Measured accuracy was 6% (typical), which is excellent for such a simple circuit. Even better accuracy was observed after calibration.

http://www.akellyirl.com/electricity-meter-using-anarduino-or-particle-photon/

STEM Education in the Community and Tech Cards

I’ve been involved in voluntary STEM education in the community through Coderdojo on and off for about 4 years, (more off than on recently though), and projects on Instructables (with over 750,000 views).

Over that time, I’ve seen how kids engage and disengage, how they learn, and how they get  frustrated. I’d like to share some of those thoughts here.

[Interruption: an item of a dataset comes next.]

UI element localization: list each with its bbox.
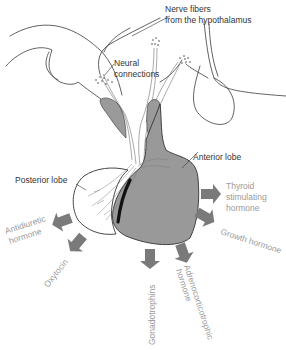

Continue reading “STEM Education in the Community and Tech Cards”

Alexa Skills, AWS Lambda and REST: How to Voice Enable your IoT device with Echo Dot

I got an Echo Dot for Christmas (lucky me), and having made a Smart Home Thermostat a while ago (you can read about that here), I thought it would be fun and useful to voice enable my Thermostat; but only after I tired of being chastised by Alexa for saying:  “Alexa, my name is Inigo Montoya . You killed my father. Prepare to die.”, too many times.

Many internet devices, including the Particle Photon used in my Smart Thermostat, use REST as a central tenet of the cloud infastructure. So for example, if you want to query the temperature downstairs:

https://api.spark.io/v1/devices/myDeviceName/tempDOWN?access_token=123412341234

returns a JSON format string with the required info.

It’s not too difficult to write a custom Lambda Function to act on the voice commands from the Echo Dot by issuing REST commands. I used Node.js for implemention but Java and Python are also supported.

I’ve written a tutorial (below), to help you to voice enable a REST protocol device.

How to Voice Enable your IoT device with Echo Dot

 

 

 

Arduino Frequency Detection: How do you detect frequencies reliably in a noisy signal?

Detecting the frequencies of signals reliably is something that occurs fairly often in projects from guitar tuners to heart rate monitors, but reliable techniques to achieve this are often beyond the casual hobbiest because they involve digital signal processing.

I’m not saying it’s difficult. It’s not difficult. It’s just that you’d need to have studied DSP to know about frequency estimation techniques and the various tradeoffs to select the right one for your application, and many hobbyists haven’t studied DSP.

Here’s a project on using Autocorrelation to detect  the frequecy of a signal. It works in noisy environments and is suitable for many hobby projects.

Reliable Frequency Detection Using DSP Techniques

Make a Smart Home IoT Thermostat

Here’s a Smart Home Thermostat  project based on a wifi enabled Arduino device called Particle Photon. The Photon is a great IoT device; a powerful Wifi enabled MCU that can be programmed in the Wiring language, as used by Arduino, combined with a Cloud Service to manage the programming and cloud connectivity.

What’s really interesting about this project is how it exposes the REST protocol which is central to a huge amount of IoT and Web infrastructure. Basically REST treats all resources as a URL e.g. https://myServer/mydevice/dev1/LEDs/TurnOn

I’ve recently added Alexa based Voice Control to this project (more on that soon).